World War II ended in Europe in 1945, but memorials to Holocaust victims didn’t exist in U.S. communities until three decades later. Among the first to be established on public land was the New Haven Holocaust Memorial in New Haven, Connecticut, planned and built by the city and its residents.

The New Haven Holocaust Memorial

Doris Zelinsky, who helped spearhead the project in 1976, was a staff member of then-New Haven Mayor Frank Logue. New Haven city officials, including Logue, the New Haven Department of Parks, Recreation and Trees, Holocaust survivors and their neighbors, and many Jewish and non-Jewish residents worked together to commemorate the lives of Holocaust victims in 1977, when the ribbon-cutting ceremony took place in Edgewood Park on Whalley Avenue.

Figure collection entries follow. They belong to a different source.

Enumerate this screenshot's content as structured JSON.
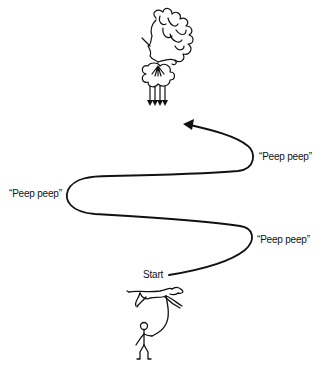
{
  "diagram": {
    "labels": {
      "start": "Start",
      "turn_1": "“Peep peep”",
      "turn_2": "“Peep peep”",
      "turn_3": "“Peep peep”"
    },
    "figures": {
      "top": "wind-god-cloud-figure",
      "bottom": "person-walking-dog"
    },
    "colors": {
      "ink": "#111111",
      "background": "#ffffff"
    }
  }
}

The half-hour documentary People Forget, New Haven Remembers chronicles the evolution and aftermath of the New Haven Holocaust Memorial. It also showcases the oral histories of four Holocaust survivors who resettled in New Haven after the war and who worked to make the memorial a reality: Dr. Ralph Friedman, Helene Rosenberg, Shifra Zamkov, and Hannah Cooperstock.

This program premiered on CPTV in May 2020.

More About the Program

New Haven Mayor Frank Logue (fourth from left) and the New Haven Holocaust Memorial Planning Committee

“The Holocaust was a time of huge challenge and deprivation,” observed Doris Zelinsky, executive producer of People Forget, New Haven Remembers. “The survivors who resettled in Connecticut vowed to never forget the lives which were lost. But, this searing loss did not overwhelm their lives.”

Fay Sheppard, the film’s associate producer, added, “Survivors rebuilt families and communities. And, they worked with their new Connecticut neighbors to erect this memorial.”

Zelinsky continued, “What a gift to us in our time. The memorial reminds us of tremendous loss but also of faith and hope for the future.”

People Forget, New Haven Remembers was commissioned and sponsored by Greater New Haven Holocaust Memory, Inc. (GNHHM), a volunteer nonprofit corporation dedicated to maintaining the memorial and creating educational programs related to the Holocaust. Zelinsky serves as the organization’s president.

The program was produced and directed by filmmaker Elena Neuman Lefkowitz of Neuman Films in New York.